In 2018, Amit Shah, the present Home Minister of India told a gathering of BJP social media volunteers that “We are capable of delivering any message we want to the public, whether sweet or sour, true or fake. We can do this work only because we have 32 lakh people in our WhatsApp groups. That is how we were able to make this viral.”
The Home Minister is correct: when something goes viral, whether true or fake, it can strip us of the chance to question its veracity. In psychology, this is known as the illusory truth effect, where a lie - if repeated often enough - begins to be believable. In the digital age, this is as easy as duplicating a message or building on an existing narrative, pushing it over and over again to legitimize it. According to researchers, Knowledge may not protect against illusory truth. It was found that a repeated statement is easier to process and is perceived as more truthful than new statements. This working of the illusory truth effect makes it a very successful method in political disinformation propaganda.
Throughout history some monuments have been plagued by contentious statuses, either as products of political regimes or religious significance. One such monument is the Hagia Sophia, another UN World Heritage site in Istanbul, which both Christians and Muslims claim as a place of worship. Only earlier this month, after 86 years of being a museum, did the Hagia Sophia revert to become a mosque, though it was once a cathedral.
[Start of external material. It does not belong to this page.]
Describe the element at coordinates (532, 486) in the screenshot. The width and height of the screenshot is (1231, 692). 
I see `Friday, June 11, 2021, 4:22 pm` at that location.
A similar conflict took place in India, with court proceedings spanning over two decades to decide on the disputed land where the demolished Babri Masjid mosque stood, a location that was also claimed by Hindus as the birthplace of the deity Rama. The Supreme Court of India decided last year that there was evidence of a temple and preparations are currently underway to begin construction of a Ram Temple.
The case of the Taj Mahal is quite different. This is a disinformation campaign designed as an alternative narration of history with absolute disregard for facts and evidence. Though repeatedly debunked by the ASI, the dogged repetition of the narrative means it runs the risk of sedimenting into “truth” for many people. Once an emblem of undying love, The Taj Mahal has become yet another symbol of the Sisyphean struggle to keep the truth from being drowned out by disinformation.